Friday, March 18, 2005

America, Your England

"In spite of the campaigns of a few thousand left-wingers, it is fairly certain that the bulk of the English people were behind Chamberlain's foreign policy. More, it is fairly certain that the same struggle was going on in Chamberlain's mind as in the mind of ordinary people. His opponents professed to see in him a dark and wily schemer, plotting to sell England to Hitler, but it is far likelier that he was merely a stupid old man doing his best according to his very dim lights. It is difficult otherwise to explain the contradictions of his policy, his failure to grasp any of the courses that were open to him. Like the mass of the people, he did not want to pay the price either of peace or of war. And public opinion was behind him all the while, in policies that were completely incompatible with one another. "

...

"England is not the jewelled isle of Shakespeare's much-quoted passage, nor is it the inferno depicted by Dr. Goebbels. More than either it resembles a family, a rather stuffy Victorian family, with not many black sheep in it but with all its cupboards bursting with skeletons.... It is a family in which the young are generally thwarted and most of the power is in the hands of irresponsible uncles and bedridden aunts. Still, it is a family. It has its private language and its common memories, and at the approach of an enemy it closes its ranks. A family with the wrong members in control-- that, perhaps, is as near as one can come to describing England in a phrase."

Eric Blair, my friend, that's pretty close to describing America in a phrase.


## Task to carry out
Please repeat every record below exactly as written, but leave out the pictures.

[Collected data]
• • • •

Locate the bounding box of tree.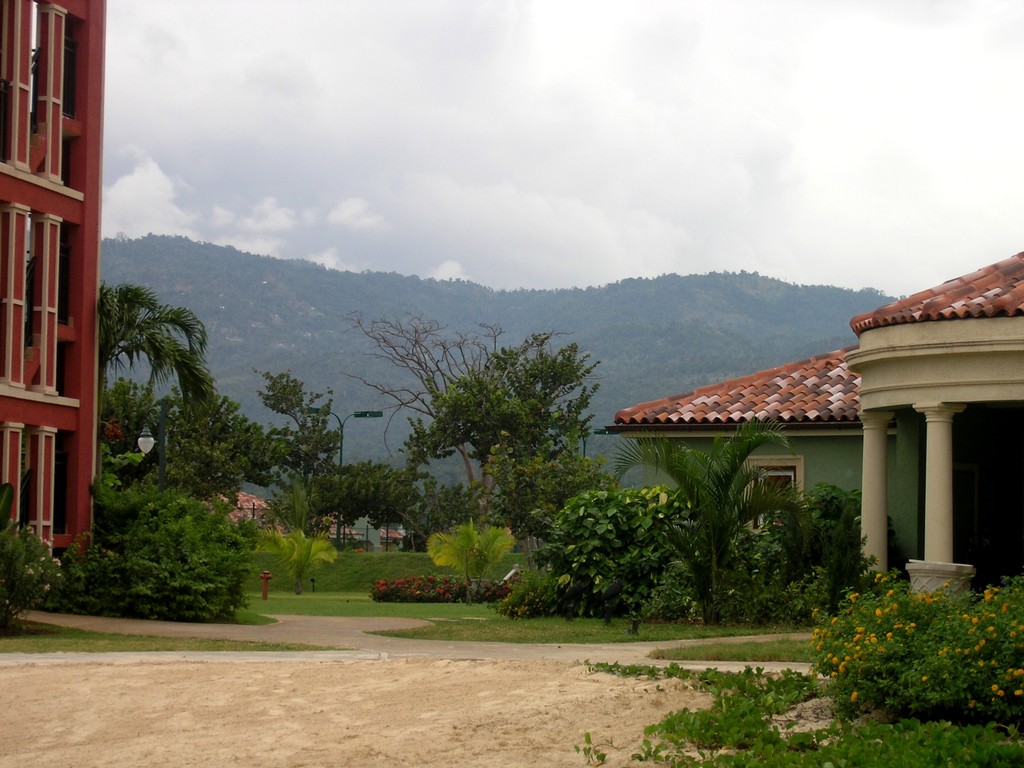
Bounding box: <box>333,309,514,504</box>.
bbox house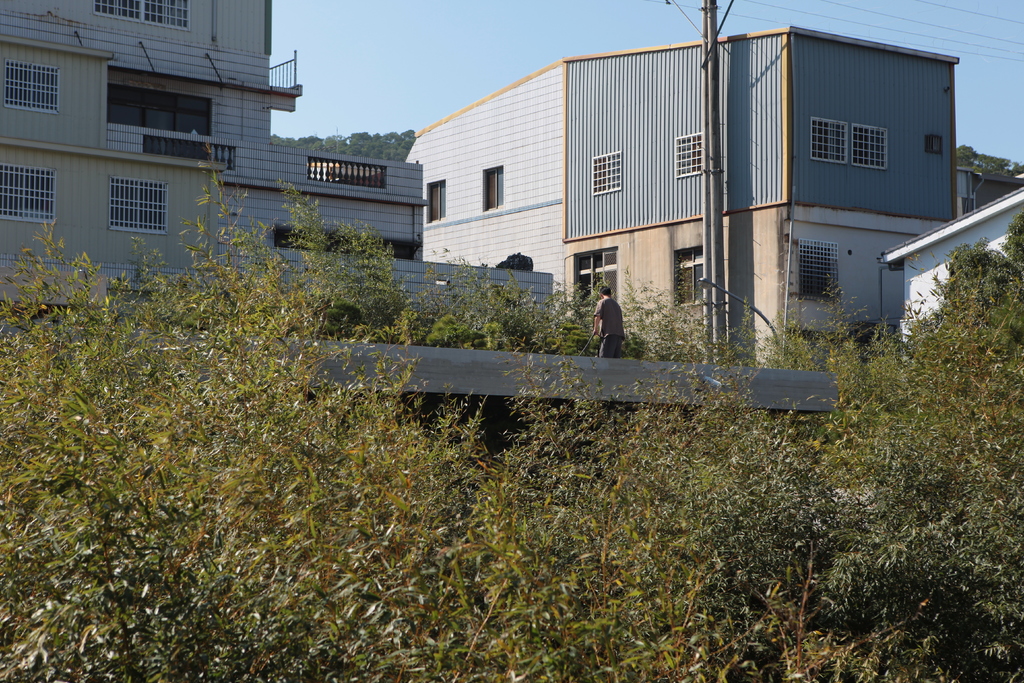
(401, 24, 964, 389)
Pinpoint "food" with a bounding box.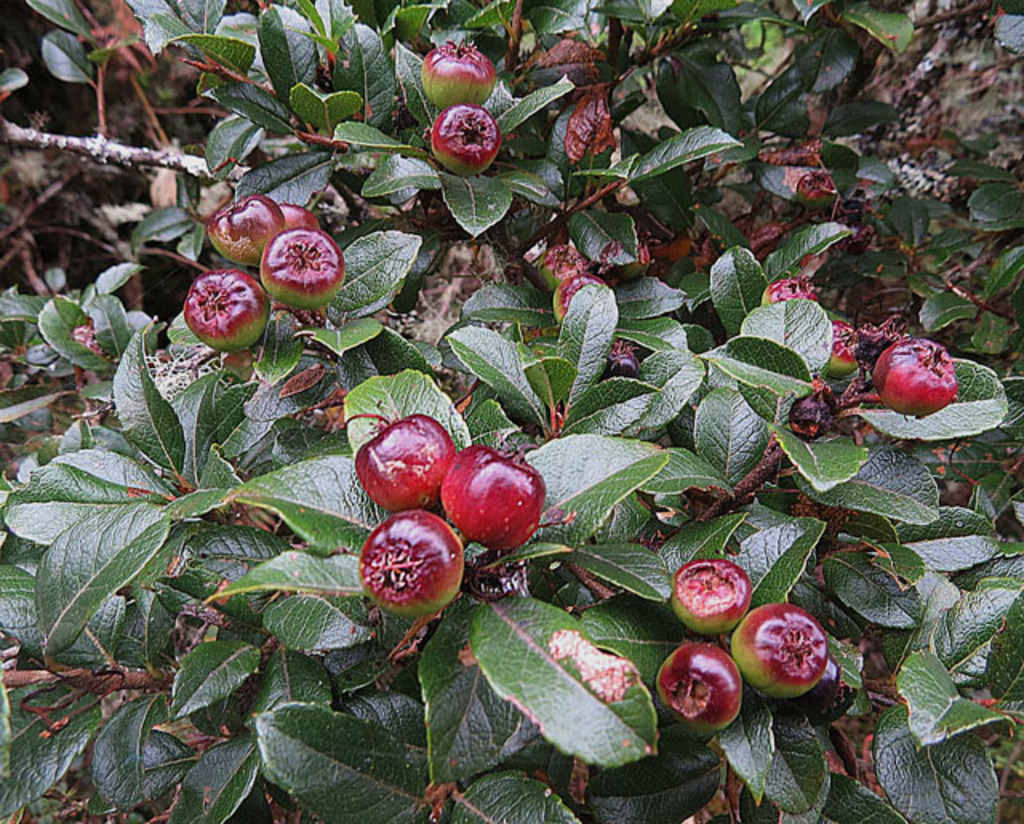
x1=416 y1=35 x2=502 y2=114.
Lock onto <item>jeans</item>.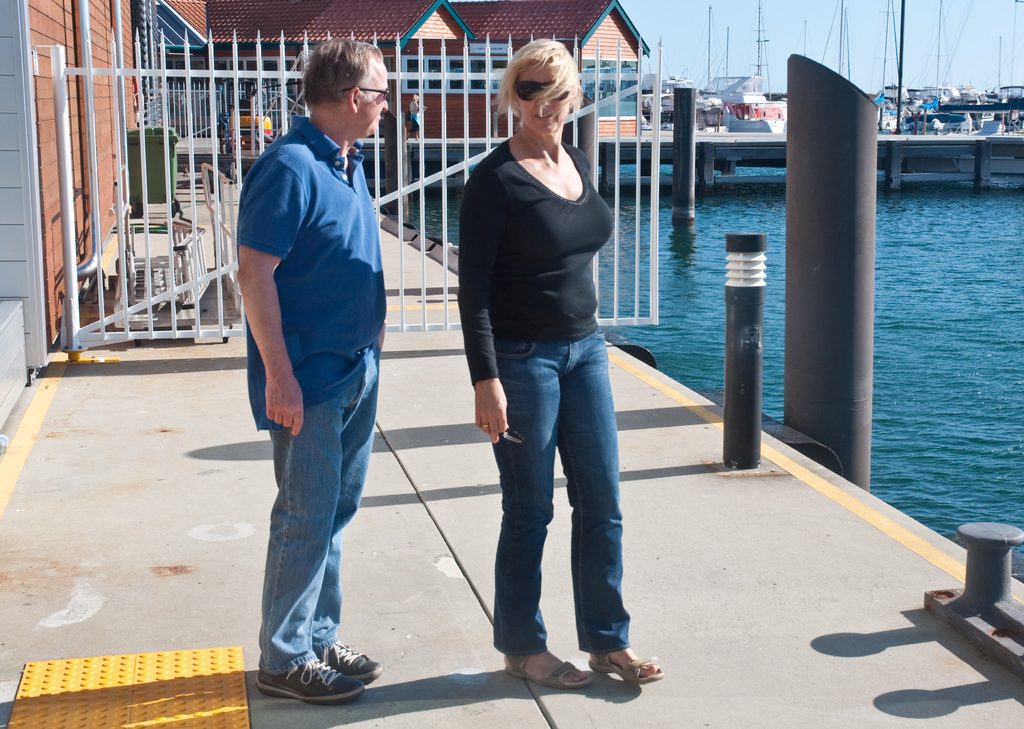
Locked: x1=259, y1=348, x2=384, y2=671.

• • • •

## Result of this exercise
Locate the bounding box of tree.
Bounding box: <box>333,309,514,504</box>.
bbox house
(401, 24, 964, 389)
Pinpoint "food" with a bounding box.
x1=416 y1=35 x2=502 y2=114.
Lock onto <item>jeans</item>.
Locked: x1=259, y1=348, x2=384, y2=671.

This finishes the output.